NPD also outlined who is buying meal kits:

Meal kit users are more likely to be Millennials, have households with kids, and higher incomes. Online and in-store meal kits appeal to similar demographic groups although in-store kits skew to households with children less than 13 years old and higher income levels.

NPD’s numbers mirror and reinforce a recent Nielsen survey that found that retail outlets have been the main source of growth for the meal kit industry, and that 23 percent of US households would consider purchasing a meal kit in the next six months. Nielsen also found that meal kits were being purchased by more affluent households.

All of this is to say that meal kits are–to paraphrase Monty Python–not dead yet, and in fact have the potential to be very much alive and thrive. The move into retail has been a shot in the arm for the meal kit sector and the shift is just getting underway. Kroger, which owns Home Chef, and Albertsons, which owns Plated, just started the nationwide rollout of meal kits in earnest last year.

With this much headroom to grow, we can expect to see more of a marketing push to parlay shoppers’ store loyalty into meal kit loyalty.

March 7, 2019

Nielsen: Move Into Retail Making Moola for Meal Kits

The move into retail has been a smart one for the meal kit industry, as the new sales channel helped drive meal kit growth in 2018, according to a report out this week from Nielsen (h/t Grocery Dive).

Overall, Nielsen found that meal kit users (both online and offline) have increased 36 percent throughout 2018 and that 14.3 million households purchased meal kits in the last six months of 2018 (up from 3.8 million household from the end of 2017). And Nielsen says there’s more room to grow, with 23 percent of American households saying they would consider purchasing a meal kit within the next six months.

Nielsen points out that the majority of meal kit sales still happened online in 2018, but growth came from in-store sales, which makes sense as meal kits made their debut in grocery aisles last year: Kroger purchased Home Chef, Albertsons rolled out Plated meal kits, and HelloFresh made a deal with Giant and Stop & Shop. Nielsen says that 187 new meal kit items were introduced at retail outlets last year, and that in-store meal kit sales generated $93 million over the course of 2018 with the number of in-store meal kit purchasers increasing by 2.2 million households in less than a year. This jump accounted for a 60 percent growth in meal kit users.

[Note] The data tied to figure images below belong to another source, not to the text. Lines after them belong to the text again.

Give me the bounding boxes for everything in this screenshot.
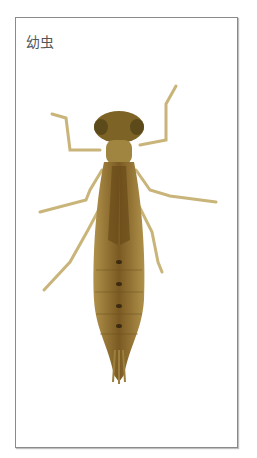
larva-illustration [0,0,257,458]
cerci [113,350,125,384]
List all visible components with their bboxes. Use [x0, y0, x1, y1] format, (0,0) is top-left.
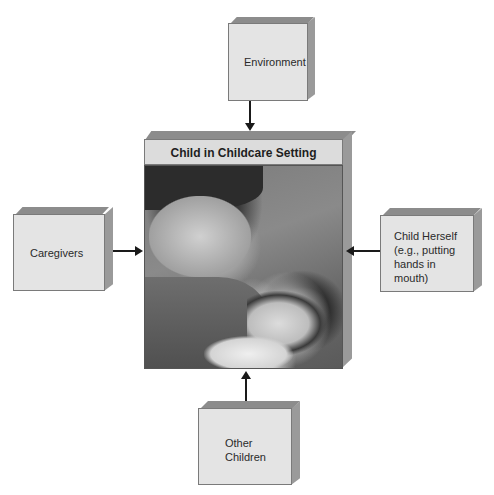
arrow-right-icon — [135, 246, 143, 256]
photo-blanket — [204, 336, 293, 369]
caregivers-label: Caregivers — [30, 246, 83, 260]
child-herself-node-side-bevel — [473, 208, 482, 292]
environment-label: Environment — [244, 55, 306, 69]
caregiver-infant-photo — [144, 165, 343, 369]
arrow-left-icon — [346, 246, 354, 256]
arrow-down-icon — [245, 123, 255, 131]
environment-arrow — [249, 101, 251, 125]
child-herself-label: Child Herself (e.g., putting hands in mo… — [394, 229, 468, 285]
caregivers-arrow — [113, 250, 137, 252]
center-title: Child in Childcare Setting — [144, 139, 343, 165]
other-children-label: Other Children — [225, 436, 275, 464]
arrow-up-icon — [241, 371, 251, 379]
photo-adult-face — [149, 196, 251, 277]
child-herself-arrow — [354, 250, 380, 252]
other-children-node-side-bevel — [291, 401, 300, 485]
caregivers-node-side-bevel — [104, 207, 113, 291]
other-children-arrow — [245, 378, 247, 402]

So who’s buying meal kits? In a blog post, Nielsen writes:

Overall, affluent consumers earning an income of more than $100k drove meal kit growth across online and in-store in 2018. Compared to 2017, these consumers increased their online meal kit purchases by 6 points and their in-store purchases by 9 points. Across both outlets, growth is also being led by consumers between the ages of 35-44, who showed a 4.3 point increase in meal kit purchases online and a 9.2 point increase in those bought in-store. Meanwhile, meal kit purchases from older consumers aged 45-54 declined 2.8 points online and 7 points in-store over the past year.

We are typically pretty bearish on the future of mail-order meal kits here at The Spoon. A lot of that sourness is driven by our own experiences with the product. Mail-order meal kits are expensive, they generate a lot of packaging waste, they are a lot of work to make, and because the ingredients are fresh, you pretty much have to make them as soon as they arrive (whether you still want that recipe or not) or else they spoil.

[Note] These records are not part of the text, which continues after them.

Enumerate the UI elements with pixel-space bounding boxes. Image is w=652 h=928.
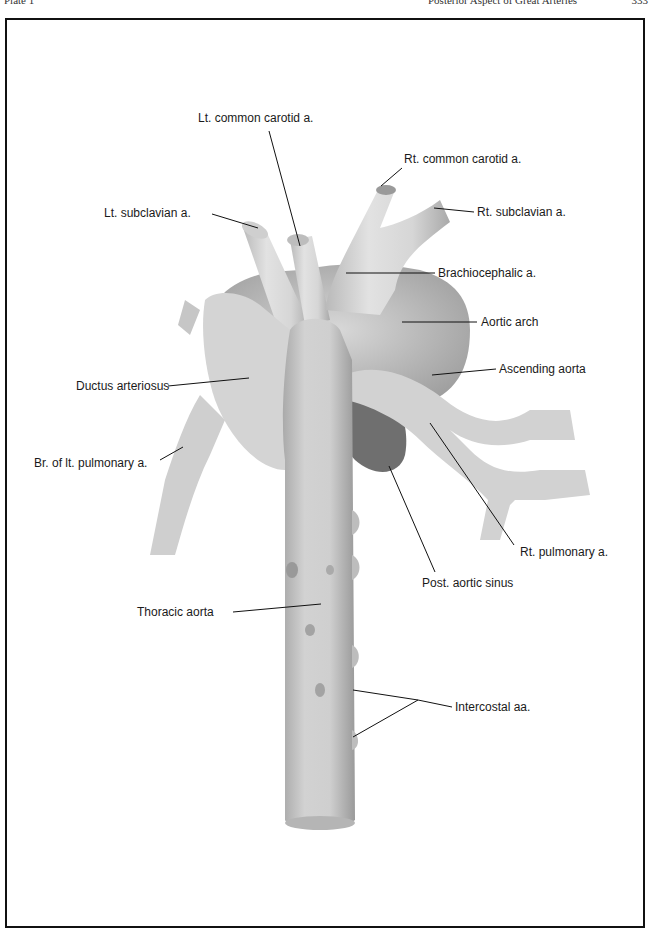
label-rt-common-carotid: Rt. common carotid a. bbox=[404, 152, 521, 166]
label-aortic-arch: Aortic arch bbox=[481, 315, 538, 329]
label-lt-common-carotid: Lt. common carotid a. bbox=[198, 111, 313, 125]
label-rt-subclavian: Rt. subclavian a. bbox=[477, 205, 566, 219]
label-ductus-arteriosus: Ductus arteriosus bbox=[76, 379, 169, 393]
lt-pulmonary-branch bbox=[150, 395, 225, 555]
label-lt-subclavian: Lt. subclavian a. bbox=[104, 206, 191, 220]
label-br-lt-pulmonary: Br. of lt. pulmonary a. bbox=[34, 456, 147, 470]
label-rt-pulmonary: Rt. pulmonary a. bbox=[520, 545, 608, 559]
label-ascending-aorta: Ascending aorta bbox=[499, 362, 586, 376]
label-brachiocephalic: Brachiocephalic a. bbox=[438, 266, 536, 280]
label-thoracic-aorta: Thoracic aorta bbox=[137, 605, 214, 619]
label-post-aortic-sinus: Post. aortic sinus bbox=[422, 576, 513, 590]
label-intercostal: Intercostal aa. bbox=[455, 700, 530, 714]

Meal kits in grocery stores, however, can still offer the same benefits of meal kits — pre-portioned fresh ingredients, introduction to new types of cuisine — but do it in a way that is more convenient and fits into a consumer’s existing daily flow.

And we’re really just at the beginning of what is possible for meal kits at retail as they only started rolling out last year. There is tons of head room for experimentation and innovation, whether that comes in the form of frozen foods, meal kits sold in new retail outlets like drug stores, offices, or even customized meal kits created in stores and brought out to you curbside so they can be made that night.